Hazelett Strip Casting is a Colchester company  that makes massive machines which help turn molten metal into rolls and sheets. Hazelett is clearly in the manufacturing business.   So is Sean Lawson who makes his award winning beer, Lawson’s Finest Liquids, in a brewery located next to his home.  The food production part of Vermont’s manufacturing sector, which includes Lawson's Finest, is having great success competing globally and contributing to Vermont’s economic growth.  

“I think a lot of that is attributable to some of the things are going on in Vermont branding, particularly in food manufacturing,”  says Jeffrey Carr, a Vermont economist who advises the Governor.  “We have examples of Green Mountain Coffee Roasts and Cabot Co-op and things like that but we’re not only known now for the quality of the cheese we make, we’re increasingly becoming known for the quality of the beer we brew.”

Carr is on the board of the New England Economic Partnership, which has just released a periodic forecast for the region’s economy.  The new outlook stresses the role manufacturing will play in Vermont’s economic growth.  It says a lot of that will come from competing in the global market.

The outlook, which calls Vermont’s projected growth ‘moderately positive’ is tempered with a few warnings and Carr cites the impact of the sequester, a troubled European economy, and possible layoffs at a large employer like IBM as caveats to the forecast. 

Although the recovery has had many ups and downs and will continue to be slow in Vermont and elsewhere, the report says that through March Vermont had recovered 80 percent of the payroll jobs lost during the recession.

Carr says he is skeptical of claims that Vermont’s workforce is shrinking.  He says he’s more concerned about the readiness of the workforce to fill manufacturing jobs that will help spur future economic growth in the state.

Steve has been with VPR since 1994, first serving as host of VPR’s public affairs program and then as a reporter, based in Central Vermont.

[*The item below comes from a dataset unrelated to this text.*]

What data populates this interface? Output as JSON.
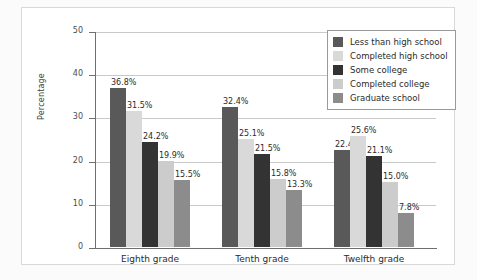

Many VPR listeners recognize Steve for his special reports from Iran, providing a glimpse of this country that is usually hidden from the rest of the world. Prior to working with VPR, Steve served as program director for WNCS for 17 years, and also worked as news director for WCVR in Randolph. A graduate of Northern Arizona University, Steve also worked for stations in Phoenix and Tucson before moving to Vermont in 1972. Steve has been honored multiple times with national and regional Edward R. Murrow Awards for his VPR reporting, including a 2011 win for best documentary for his report, Afghanistan's Other War.